Perplexity on Wei Case: "Who?" a chinese asks
Concern abroad mystifies a Beijing Caller
by Seth Feison
The New York Times - International Herald Tribune
Monday, November 24, 1997
BEIJING - Tan Lifeng was a persistent caller. He left a dozen messages and then called again, insisting when he finally reached a reporter that he could reveal a case that involved a major violation of human rights in China. As Mr. Tan told his story, however, it gradually became clear that he was more agitated about a failed business venture that he said had been spoiled by low-level police corruption than about anything like free speech or improper imprisonment. Because he had thrown the term "human rights" into the conversation so liberally, though, it was hard to resist asking him a question: "What do you of Wei Jingsheng?" As a principal symbol of China's human-rights struggle, Mr. Wei made headlines around the world last week when Chinese authorities released him after 18 years as a prisoner of conscience. Ostensibly, Mr. Wei was put on flight to the United States so he could get medical treatment. But his release was really a concession to international pressure. At the same time, he is a political f
igure so powerful that Beijing's leaders are glad to see him in exile. Yet Mr.
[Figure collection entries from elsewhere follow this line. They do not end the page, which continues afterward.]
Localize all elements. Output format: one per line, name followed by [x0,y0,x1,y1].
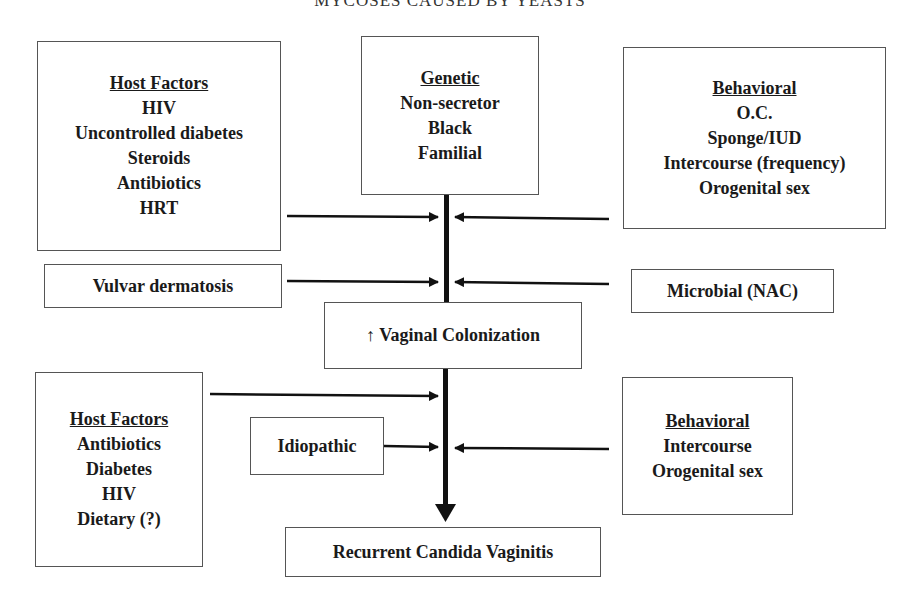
central-spine-upper [444,195,449,302]
arrow-behavioral-bottom [455,448,609,449]
arrow-idiopathic [384,446,438,447]
flow-arrows [0,0,909,600]
arrow-microbial [455,282,609,284]
central-spine-lower [443,369,448,506]
arrow-vulvar-dermatosis [287,281,438,282]
arrow-host-factors-bottom [210,394,438,396]
arrow-behavioral-top [455,217,609,219]
arrow-host-factors-top [287,216,438,217]
down-arrowhead [435,504,456,522]
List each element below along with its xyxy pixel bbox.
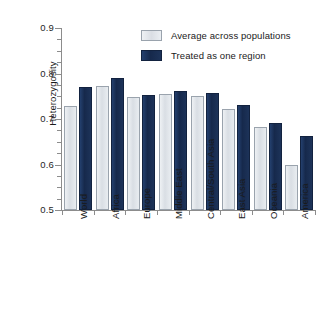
heterozygosity-bar-chart: Heterozygosity 0.90.80.70.60.5 WorldAfri… [0, 0, 322, 324]
bar-group [96, 28, 124, 210]
x-tick [283, 210, 284, 215]
x-tick [62, 210, 63, 215]
x-tick [125, 210, 126, 215]
bar-average-across-populations[interactable] [254, 127, 267, 210]
x-tick [94, 210, 95, 215]
y-tick-minor [57, 96, 61, 97]
y-tick-major [55, 74, 61, 75]
x-axis-label: East Asia [236, 178, 247, 219]
bar-group [64, 28, 92, 210]
x-axis-label: Central/South Asia [205, 139, 216, 220]
bar-average-across-populations[interactable] [222, 109, 235, 210]
legend-swatch-one-region-icon [141, 50, 162, 61]
x-tick [315, 210, 316, 215]
legend-swatch-average-icon [141, 30, 162, 41]
y-tick-major [55, 119, 61, 120]
legend-label-one-region: Treated as one region [171, 50, 266, 61]
y-tick-label: 0.7 [14, 113, 54, 124]
y-tick-minor [57, 176, 61, 177]
x-tick [220, 210, 221, 215]
bar-treated-as-one-region[interactable] [79, 87, 92, 210]
x-tick [252, 210, 253, 215]
bar-treated-as-one-region[interactable] [111, 78, 124, 210]
legend-item-average: Average across populations [141, 27, 291, 43]
y-tick-label: 0.6 [14, 159, 54, 170]
bar-average-across-populations[interactable] [127, 97, 140, 210]
y-tick-minor [57, 187, 61, 188]
y-tick-minor [57, 142, 61, 143]
x-axis-label: America [299, 183, 310, 219]
y-tick-minor [57, 108, 61, 109]
x-tick [189, 210, 190, 215]
bar-average-across-populations[interactable] [96, 86, 109, 210]
y-tick-label: 0.8 [14, 68, 54, 79]
y-tick-major [55, 165, 61, 166]
bar-average-across-populations[interactable] [159, 94, 172, 210]
x-axis-label: Oceania [268, 183, 279, 219]
x-tick [157, 210, 158, 215]
y-tick-minor [57, 85, 61, 86]
y-tick-minor [57, 62, 61, 63]
x-axis-label: Africa [110, 194, 121, 219]
y-tick-minor [57, 39, 61, 40]
legend-item-one-region: Treated as one region [141, 47, 291, 63]
x-axis-label: Middle East [173, 168, 184, 219]
bar-average-across-populations[interactable] [285, 165, 298, 211]
y-tick-minor [57, 130, 61, 131]
y-tick-minor [57, 153, 61, 154]
x-axis-label: Europe [141, 188, 152, 219]
y-tick-minor [57, 199, 61, 200]
x-axis-label: World [78, 194, 89, 219]
bar-average-across-populations[interactable] [191, 96, 204, 210]
bar-average-across-populations[interactable] [64, 106, 77, 210]
y-tick-label: 0.5 [14, 204, 54, 215]
y-tick-minor [57, 51, 61, 52]
y-axis-title: Heterozygosity [47, 34, 58, 154]
chart-legend: Average across populations Treated as on… [141, 27, 291, 67]
legend-label-average: Average across populations [171, 30, 291, 41]
y-tick-major [55, 28, 61, 29]
y-tick-label: 0.9 [14, 22, 54, 33]
y-tick-major [55, 210, 61, 211]
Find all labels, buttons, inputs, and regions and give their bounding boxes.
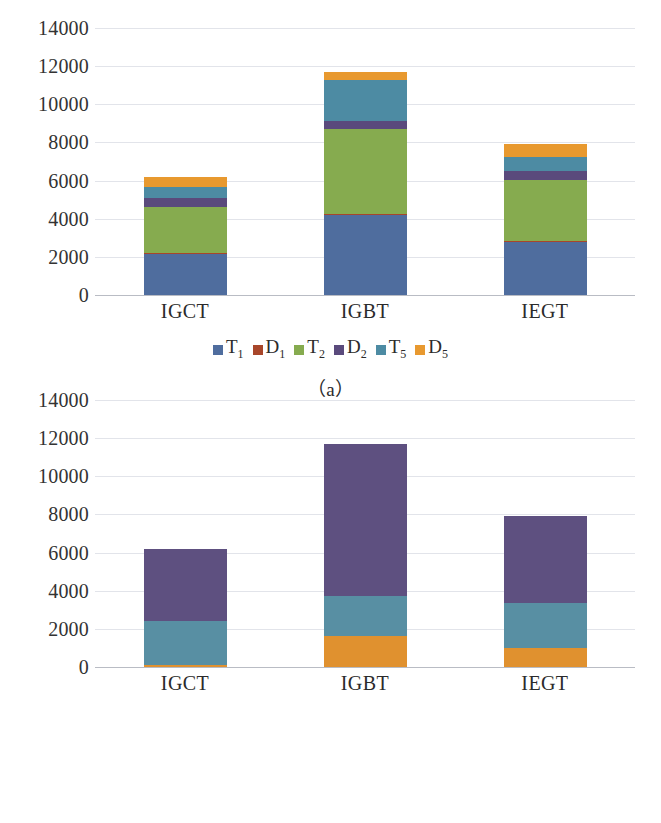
bar-segment-guanduan[interactable] xyxy=(324,596,407,635)
legend-swatch-icon xyxy=(334,345,344,355)
y-axis-tick-label: 12000 xyxy=(0,428,89,448)
y-axis-tick-label: 2000 xyxy=(0,619,89,639)
legend-a: T1D1T2D2T5D5 xyxy=(0,336,661,362)
legend-swatch-icon xyxy=(253,345,263,355)
bar-group xyxy=(455,28,635,295)
y-axis-tick-label: 6000 xyxy=(0,543,89,563)
y-axis-tick-label: 14000 xyxy=(0,390,89,410)
bar-segment-t1[interactable] xyxy=(324,215,407,295)
bar-segment-t2[interactable] xyxy=(504,180,587,241)
y-axis-tick-label: 0 xyxy=(0,285,89,305)
bar-segment-t2[interactable] xyxy=(144,207,227,253)
bar-segment-d2[interactable] xyxy=(144,198,227,208)
bar-segment-daotong[interactable] xyxy=(144,549,227,621)
legend-item-t2[interactable]: T2 xyxy=(294,336,325,362)
bar-segment-daotong[interactable] xyxy=(324,444,407,596)
legend-swatch-icon xyxy=(213,345,223,355)
legend-swatch-icon xyxy=(294,345,304,355)
y-axis-tick-label: 4000 xyxy=(0,581,89,601)
y-axis-tick-label: 0 xyxy=(0,657,89,677)
legend-label: D5 xyxy=(428,336,448,362)
x-axis-labels-b: IGCTIGBTIEGT xyxy=(95,672,635,695)
axis-line-zero xyxy=(95,295,635,296)
y-axis-tick-label: 8000 xyxy=(0,504,89,524)
bar-segment-d2[interactable] xyxy=(504,171,587,181)
legend-item-t1[interactable]: T1 xyxy=(213,336,244,362)
bar-group xyxy=(95,400,275,667)
plot-area-a xyxy=(95,28,635,295)
legend-label: T2 xyxy=(307,336,325,362)
stacked-bar-igbt[interactable] xyxy=(324,444,407,667)
stacked-bar-iegt[interactable] xyxy=(504,516,587,667)
y-axis-tick-label: 6000 xyxy=(0,171,89,191)
bar-segment-kaitong[interactable] xyxy=(504,648,587,667)
bar-group xyxy=(95,28,275,295)
chart-panel-b: 02000400060008000100001200014000 IGCTIGB… xyxy=(0,372,661,744)
bar-segment-t2[interactable] xyxy=(324,129,407,214)
x-axis-label-igct: IGCT xyxy=(95,672,275,695)
stacked-bar-iegt[interactable] xyxy=(504,144,587,295)
y-axis-tick-label: 8000 xyxy=(0,132,89,152)
y-axis-tick-label: 14000 xyxy=(0,18,89,38)
plot-area-b xyxy=(95,400,635,667)
legend-label: D1 xyxy=(266,336,286,362)
bars-a xyxy=(95,28,635,295)
stacked-bar-igct[interactable] xyxy=(144,177,227,295)
legend-item-d2[interactable]: D2 xyxy=(334,336,367,362)
stacked-bar-igct[interactable] xyxy=(144,549,227,667)
bar-segment-d5[interactable] xyxy=(504,144,587,157)
bar-segment-d2[interactable] xyxy=(324,121,407,130)
bar-group xyxy=(275,400,455,667)
legend-label: T5 xyxy=(389,336,407,362)
bars-b xyxy=(95,400,635,667)
y-axis-tick-label: 10000 xyxy=(0,466,89,486)
bar-segment-t5[interactable] xyxy=(144,187,227,197)
bar-group xyxy=(275,28,455,295)
y-axis-tick-label: 2000 xyxy=(0,247,89,267)
legend-label: T1 xyxy=(226,336,244,362)
chart-panel-a: 02000400060008000100001200014000 IGCTIGB… xyxy=(0,0,661,372)
legend-item-d5[interactable]: D5 xyxy=(415,336,448,362)
x-axis-label-igbt: IGBT xyxy=(275,672,455,695)
figure: 02000400060008000100001200014000 IGCTIGB… xyxy=(0,0,661,744)
bar-segment-t1[interactable] xyxy=(144,254,227,295)
bar-segment-kaitong[interactable] xyxy=(144,665,227,667)
legend-swatch-icon xyxy=(376,345,386,355)
x-axis-label-iegt: IEGT xyxy=(455,300,635,323)
bar-segment-daotong[interactable] xyxy=(504,516,587,603)
bar-segment-guanduan[interactable] xyxy=(504,603,587,648)
x-axis-label-iegt: IEGT xyxy=(455,672,635,695)
legend-item-t5[interactable]: T5 xyxy=(376,336,407,362)
bar-segment-kaitong[interactable] xyxy=(324,636,407,667)
bar-segment-guanduan[interactable] xyxy=(144,621,227,665)
x-axis-label-igbt: IGBT xyxy=(275,300,455,323)
stacked-bar-igbt[interactable] xyxy=(324,72,407,295)
bar-segment-t5[interactable] xyxy=(504,157,587,170)
bar-segment-t1[interactable] xyxy=(504,242,587,295)
bar-segment-d5[interactable] xyxy=(144,177,227,187)
legend-swatch-icon xyxy=(415,345,425,355)
y-axis-tick-label: 4000 xyxy=(0,209,89,229)
axis-line-zero xyxy=(95,667,635,668)
bar-segment-t5[interactable] xyxy=(324,80,407,120)
bar-group xyxy=(455,400,635,667)
y-axis-tick-label: 10000 xyxy=(0,94,89,114)
legend-item-d1[interactable]: D1 xyxy=(253,336,286,362)
bar-segment-d5[interactable] xyxy=(324,72,407,80)
legend-label: D2 xyxy=(347,336,367,362)
x-axis-labels-a: IGCTIGBTIEGT xyxy=(95,300,635,323)
y-axis-tick-label: 12000 xyxy=(0,56,89,76)
x-axis-label-igct: IGCT xyxy=(95,300,275,323)
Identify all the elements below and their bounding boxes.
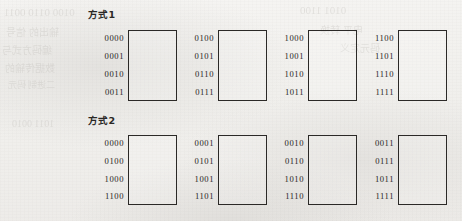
binary-code-label: 1110 <box>374 70 394 79</box>
code-group-box <box>128 135 177 205</box>
binary-code-label: 0010 <box>284 139 304 148</box>
binary-code-label: 1011 <box>374 175 394 184</box>
binary-code-label: 1110 <box>284 192 304 201</box>
binary-code-label: 0001 <box>104 52 124 61</box>
binary-code-label: 0000 <box>104 34 124 43</box>
binary-code-label: 0110 <box>284 157 304 166</box>
code-label-column: 0100010101100111 <box>194 30 218 101</box>
binary-code-label: 1101 <box>374 52 394 61</box>
code-group-box <box>218 135 267 205</box>
binary-code-label: 1001 <box>194 175 214 184</box>
bleed-through-text: 0101 1100 <box>300 4 346 16</box>
binary-code-label: 0101 <box>194 52 214 61</box>
scanned-page: 0100 0110 0011输出的 信号编码方式与数据传输的二进制 码元0101… <box>0 0 462 221</box>
binary-code-label: 0110 <box>194 70 214 79</box>
binary-code-label: 1100 <box>104 192 124 201</box>
code-label-column: 0011011110111111 <box>374 135 398 205</box>
code-group: 0000010010001100 <box>104 135 177 205</box>
binary-code-label: 1000 <box>104 175 124 184</box>
code-group-box <box>308 135 357 205</box>
code-label-column: 0000010010001100 <box>104 135 128 205</box>
code-group: 0100010101100111 <box>194 30 267 101</box>
binary-code-label: 1010 <box>284 175 304 184</box>
binary-code-label: 0111 <box>194 88 214 97</box>
section-title-1: 方式1 <box>88 7 115 21</box>
code-group: 1100110111101111 <box>374 30 447 101</box>
binary-code-label: 1111 <box>374 88 394 97</box>
binary-code-label: 1100 <box>374 34 394 43</box>
code-group-box <box>308 30 357 101</box>
binary-code-label: 0001 <box>194 139 214 148</box>
binary-code-label: 1111 <box>374 192 394 201</box>
section-title-2: 方式2 <box>88 113 115 127</box>
code-label-column: 1100110111101111 <box>374 30 398 101</box>
code-group-box <box>398 135 447 205</box>
binary-code-label: 0000 <box>104 139 124 148</box>
code-group-box <box>218 30 267 101</box>
code-group: 0000000100100011 <box>104 30 177 101</box>
binary-code-label: 1010 <box>284 70 304 79</box>
binary-code-label: 1001 <box>284 52 304 61</box>
bleed-through-text: 输出的 信号 <box>6 24 59 39</box>
bleed-through-text: 二进制 码元 <box>8 78 55 91</box>
bleed-through-text: 数据传输的 <box>5 60 55 75</box>
binary-code-label: 0100 <box>194 34 214 43</box>
code-label-column: 0000000100100011 <box>104 30 128 101</box>
bleed-through-text: 0100 0110 0011 <box>4 6 75 18</box>
binary-code-label: 0011 <box>104 88 124 97</box>
bleed-through-text: 1011 0010 <box>12 118 54 129</box>
code-group: 0010011010101110 <box>284 135 357 205</box>
code-group: 1000100110101011 <box>284 30 357 101</box>
binary-code-label: 0111 <box>374 157 394 166</box>
code-label-column: 1000100110101011 <box>284 30 308 101</box>
binary-code-label: 0101 <box>194 157 214 166</box>
binary-code-label: 1000 <box>284 34 304 43</box>
code-label-column: 0001010110011101 <box>194 135 218 205</box>
code-group-box <box>128 30 177 101</box>
binary-code-label: 1011 <box>284 88 304 97</box>
code-group: 0001010110011101 <box>194 135 267 205</box>
code-label-column: 0010011010101110 <box>284 135 308 205</box>
binary-code-label: 1101 <box>194 192 214 201</box>
code-group: 0011011110111111 <box>374 135 447 205</box>
code-group-box <box>398 30 447 101</box>
binary-code-label: 0010 <box>104 70 124 79</box>
binary-code-label: 0011 <box>374 139 394 148</box>
binary-code-label: 0100 <box>104 157 124 166</box>
bleed-through-text: 编码方式与 <box>2 42 52 57</box>
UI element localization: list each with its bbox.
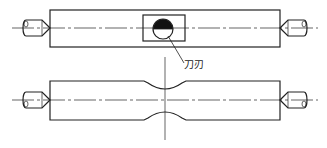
tool-edge-leader (168, 36, 184, 63)
cutting-edge-circle-icon (153, 19, 173, 39)
top-view (12, 10, 318, 63)
tool-edge-label: 刀刃 (184, 60, 204, 70)
diagram-canvas (0, 0, 327, 148)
Wei's name is unknown to most people in his homeland. Mr. Tan, 28, who is trying to succeed by selling chemical cleansing agents, wants only good for his nation but said when asked that he did not trust the Communist Party leadership to deliver it. Yet he did not know Mr. Wei's name and was mystified as to why foreigners would care about a Chinese dissident when most Chinese did not. It is striking how little consciousness or interest there is among ordinary Chinese in the larger notion of political or legal rights, or in political prisoners such as Mr. Wet who fight for the rule of law and democracy. The reason lies partly in the fact that China is still a poor country and that what civic education exists is dominated by Communist Party authorities. Centuries of Chinese tradition have encouraged people to be respectful of authority figures, even when they are not deserving, rather than challenge them openly. Leaders of the Chines
e Communist Party maintain that human rights should be defined in terms as basic as the right to be properly fed, clothed and housed. Many Chinese seem to agree. There is nevertheless a well-educated elite in Beijing and other large cities, many of whom do care and keep track of dissidents. Mr. Wei himself, speaking in New York on Friday, said prospects for democratic reform in China were "excellent." Sending Mr. Wei into exile relieves China's leadership of one headache. It is unclear whether Mr. Wei will be enough of an effective campaigner outside China to become a headache of a different sort or whether he will slip into obscurity as some other democratic activists who left China have. Then again, Mr. Wei has never been famous within China. It was his silent presence, in prison, that cast such a long shadow.